Not that the union between Square and Enix was entirely without friction. Talks first began in 2000 but were delayed; the release of Final Fantasy: The Spirits Within – a C.G.I. movie, written, directed, and generally dragged into being by Sakaguchi, with no one who could say “No” – had drained Square’s finances. Enix, which had a reputation not just for outsourcing, and for diffusing its focus among multiple projects, but for frugality, pulled back from the merger until Square had balanced its accounts. When, in 2003, Square had stabilised, thanks in part to the successes of Final Fantasy X and Kingdom Hearts, Enix agreed to go ahead. Takashi Oya, of Deutsche Securities, casted doubt on the merger, citing the companies’ opposing strategies as a possible rub. “Enix outsources game development and has few in-house creators, while Square does everything by itself. The combination of the two provides no negative factors but would bring little in the way of operational synergies.”
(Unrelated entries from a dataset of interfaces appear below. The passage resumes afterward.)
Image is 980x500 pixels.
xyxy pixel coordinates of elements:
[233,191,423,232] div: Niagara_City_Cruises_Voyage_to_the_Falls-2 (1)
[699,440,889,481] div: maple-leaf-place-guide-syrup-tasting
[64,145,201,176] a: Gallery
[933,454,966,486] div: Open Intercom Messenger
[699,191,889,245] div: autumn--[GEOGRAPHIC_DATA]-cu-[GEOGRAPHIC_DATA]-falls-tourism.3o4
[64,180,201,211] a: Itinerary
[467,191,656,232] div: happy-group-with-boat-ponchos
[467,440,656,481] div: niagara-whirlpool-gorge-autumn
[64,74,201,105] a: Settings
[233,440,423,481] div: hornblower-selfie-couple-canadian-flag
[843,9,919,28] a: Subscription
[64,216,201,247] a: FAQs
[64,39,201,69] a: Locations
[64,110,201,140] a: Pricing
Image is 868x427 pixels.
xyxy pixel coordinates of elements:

Twenty years on, the operational synergies more or less speak for themselves. It’s easy, and maybe a little pat, to look at the company’s output and note the needle as it flicks between creeds: as the publisher put out a wealth of untypical titles, such as Tomb Raider, Hitman, and Deus Ex, for example, to credit the profusion to the Enix touch. Likewise, you could look at the company’s recent decision to sell off these franchises and call it a classic example of Square-style consolidation. The truth, though, is likely somewhere in between. How else to view the spree of acquisitions, in the wake of the Square Enix merger (Taito, Eidos, Crystal Dynamics, all swallowed up) if not a commingling of company approaches – a fusion of Enix’s knack for contracting outside talent and Square’s desire to keep the focus, and the spirit, within.
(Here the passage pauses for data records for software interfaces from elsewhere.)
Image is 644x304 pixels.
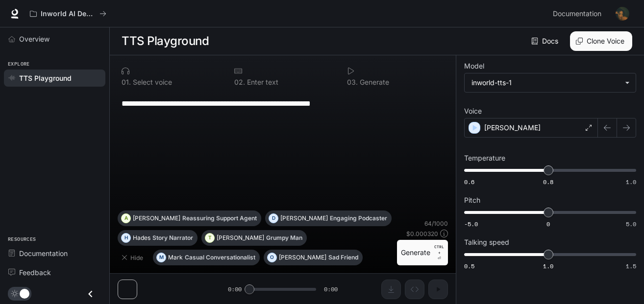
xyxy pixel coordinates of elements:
span: 0.6 [464,178,474,186]
h1: TTS Playground [122,32,209,51]
div: O [268,250,276,265]
div: inworld-tts-1 [472,78,620,88]
button: All workspaces [26,4,111,23]
span: -5.0 [464,220,478,228]
span: TTS Playground [19,73,72,83]
p: [PERSON_NAME] [484,123,540,133]
button: Clone Voice [570,32,632,51]
p: [PERSON_NAME] [279,255,326,260]
p: Grumpy Man [266,235,302,241]
button: O[PERSON_NAME]Sad Friend [264,250,363,265]
p: Reassuring Support Agent [182,216,257,221]
button: GenerateCTRL +⏎ [397,240,448,265]
span: 0.5 [464,262,474,271]
span: Dark mode toggle [20,288,29,299]
p: Model [464,63,484,70]
div: A [122,210,131,227]
button: A[PERSON_NAME]Reassuring Support Agent [117,210,261,227]
p: [PERSON_NAME] [280,216,328,221]
p: Engaging Podcaster [330,216,387,221]
span: 1.0 [543,262,553,271]
p: Pitch [464,197,480,204]
button: HHadesStory Narrator [117,230,197,246]
span: Overview [19,34,49,44]
span: Documentation [19,249,67,259]
div: M [157,250,166,265]
a: Documentation [4,245,106,262]
div: D [269,210,278,227]
button: Close drawer [79,284,101,304]
button: User avatar [612,4,632,23]
span: 0 [546,220,550,228]
div: H [122,230,131,246]
div: inworld-tts-1 [465,73,636,92]
p: Select voice [131,79,172,86]
a: Feedback [4,264,106,281]
div: T [205,230,214,246]
p: Story Narrator [153,235,193,241]
a: Documentation [549,4,609,23]
p: [PERSON_NAME] [216,235,264,241]
p: [PERSON_NAME] [133,216,180,221]
span: 1.0 [626,178,636,186]
p: Voice [464,108,482,114]
a: Docs [530,32,562,51]
p: ⏎ [434,244,444,262]
p: 0 2 . [234,79,245,86]
p: Mark [168,255,183,260]
p: Temperature [464,155,505,162]
span: Documentation [553,8,601,20]
p: Enter text [245,79,278,86]
p: 0 1 . [122,79,131,86]
button: T[PERSON_NAME]Grumpy Man [202,230,306,246]
a: TTS Playground [4,70,106,86]
span: Feedback [19,268,51,278]
span: 0.8 [543,178,553,186]
span: 1.5 [626,262,636,271]
a: Overview [4,30,106,48]
p: 0 3 . [347,79,358,86]
p: Talking speed [464,239,509,246]
p: Sad Friend [329,255,358,260]
p: CTRL + [434,244,444,256]
button: Hide [117,250,149,265]
button: D[PERSON_NAME]Engaging Podcaster [265,210,392,227]
p: Generate [358,79,389,86]
img: User avatar [615,7,629,21]
button: MMarkCasual Conversationalist [153,250,260,265]
p: Hades [133,235,150,241]
p: Casual Conversationalist [185,255,255,260]
span: 5.0 [626,220,636,228]
p: Inworld AI Demos [41,10,95,18]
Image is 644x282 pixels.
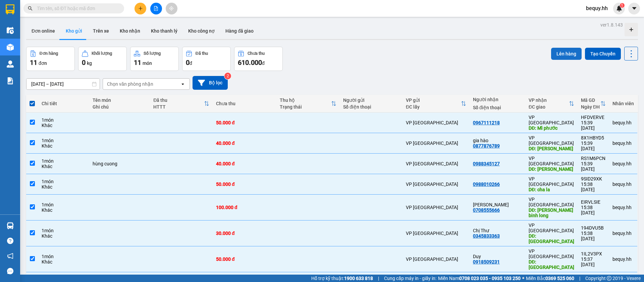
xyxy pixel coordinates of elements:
[41,259,86,264] div: Khác
[406,257,466,261] div: VP [GEOGRAPHIC_DATA]
[146,22,183,39] button: Kho thanh lý
[613,101,635,106] div: Nhân viên
[238,58,262,67] span: 610.000
[28,6,33,10] span: search
[41,228,86,233] div: 1 món
[107,81,154,87] div: Chọn văn phòng nhận
[438,275,520,282] span: Miền Nam
[7,77,14,84] img: solution-icon
[581,200,606,204] div: EIRVLSIE
[41,123,86,128] div: Khác
[41,184,86,189] div: Khác
[216,182,273,186] div: 50.000 đ
[581,275,606,279] div: ZF1KWBUS
[220,22,259,39] button: Hàng đã giao
[581,141,606,151] div: 15:39 [DATE]
[473,182,500,186] div: 0988010266
[473,105,522,111] div: Số điện thoại
[154,97,204,103] div: Đã thu
[7,253,13,259] span: notification
[581,182,606,192] div: 15:38 [DATE]
[216,230,273,236] div: 30.000 đ
[7,27,14,34] img: warehouse-icon
[41,201,86,207] div: 1 món
[216,161,273,166] div: 40.000 đ
[581,156,606,161] div: RS1M6PCN
[183,47,231,71] button: Đã thu0đ
[154,6,158,10] span: file-add
[473,138,522,143] div: gia hào
[216,257,273,261] div: 50.000 đ
[143,51,161,56] div: Số lượng
[280,97,331,103] div: Thu hộ
[248,51,265,56] div: Chưa thu
[216,101,273,106] div: Chưa thu
[581,135,606,141] div: 8X1HBYD5
[526,275,575,282] span: Miền Bắc
[581,204,606,215] div: 15:38 [DATE]
[529,146,575,151] div: DĐ: gia hao blong
[529,259,575,270] div: DĐ: Lộc ninh
[406,141,466,146] div: VP [GEOGRAPHIC_DATA]
[529,197,575,207] div: VP [GEOGRAPHIC_DATA]
[613,141,635,146] div: bequy.hh
[38,61,47,66] span: đơn
[473,259,500,264] div: 0918509231
[622,3,623,7] span: 1
[529,248,575,259] div: VP [GEOGRAPHIC_DATA]
[196,51,208,56] div: Đã thu
[624,22,638,37] div: Tạo kho hàng mới
[585,48,622,60] button: Tạo Chuyến
[406,104,461,110] div: ĐC lấy
[460,275,520,281] strong: 0708 023 035 - 0935 103 250
[529,176,575,186] div: VP [GEOGRAPHIC_DATA]
[581,114,606,120] div: HFDVERVE
[41,233,86,239] div: Khác
[7,268,13,275] span: message
[41,101,86,106] div: Chi tiết
[473,228,522,233] div: Chị Thư
[551,48,582,60] button: Lên hàng
[216,120,273,126] div: 50.000 đ
[79,47,127,71] button: Khối lượng0kg
[581,257,606,267] div: 15:37 [DATE]
[632,6,637,11] span: caret-down
[186,58,190,67] span: 0
[473,143,500,148] div: 0877876789
[620,3,624,7] sup: 1
[130,47,179,71] button: Số lượng11món
[30,58,37,67] span: 11
[581,104,601,110] div: Ngày ĐH
[180,82,185,86] svg: open
[581,251,606,257] div: 1IL2V3PX
[193,76,227,90] button: Bộ lọc
[581,97,601,103] div: Mã GD
[529,126,575,130] div: DĐ: Mĩ phước
[406,161,466,166] div: VP [GEOGRAPHIC_DATA]
[613,204,635,210] div: bequy.hh
[378,275,379,282] span: |
[142,61,152,66] span: món
[607,275,611,280] span: copyright
[581,230,606,241] div: 15:38 [DATE]
[135,3,146,14] button: plus
[26,79,99,89] input: Select a date range.
[41,143,86,148] div: Khác
[601,22,623,28] div: ver 1.8.143
[402,95,470,112] th: Toggle SortBy
[406,182,466,186] div: VP [GEOGRAPHIC_DATA]
[579,275,580,282] span: |
[7,44,14,51] img: warehouse-icon
[581,4,613,12] span: bequy.hh
[41,138,86,143] div: 1 món
[114,22,146,39] button: Kho nhận
[183,22,220,39] button: Kho công nợ
[406,230,466,236] div: VP [GEOGRAPHIC_DATA]
[26,22,61,39] button: Đơn online
[344,104,400,110] div: Số điện thoại
[190,61,192,66] span: đ
[26,47,75,71] button: Đơn hàng11đơn
[93,97,147,103] div: Tên món
[41,158,86,164] div: 1 món
[216,141,273,146] div: 40.000 đ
As we are assailed, on a weekly basis, with news stories steeped in the mud of Microsoft’s attempt to purchase Activision Blizzard, and its ongoing fracas with Sony, it’s worth remembering that there are times when companies fastening together can be a happy thing. Beyond simply raising a bulwark against market competition, and injecting the coffers with fresh cash, the Square Enix merger saw two publishers channelling their idiosyncratic methods, finding a middle ground, and forging ahead. There was one person who opposed the move, back in 2003: Masafumi Miyamoto, the man who started it all. The reason? His ownership stake would be significantly diluted, as the company grew. In the end, though, he voted to approve. Perhaps, putting aside his own shortfall, he understood what a good computer game company should be.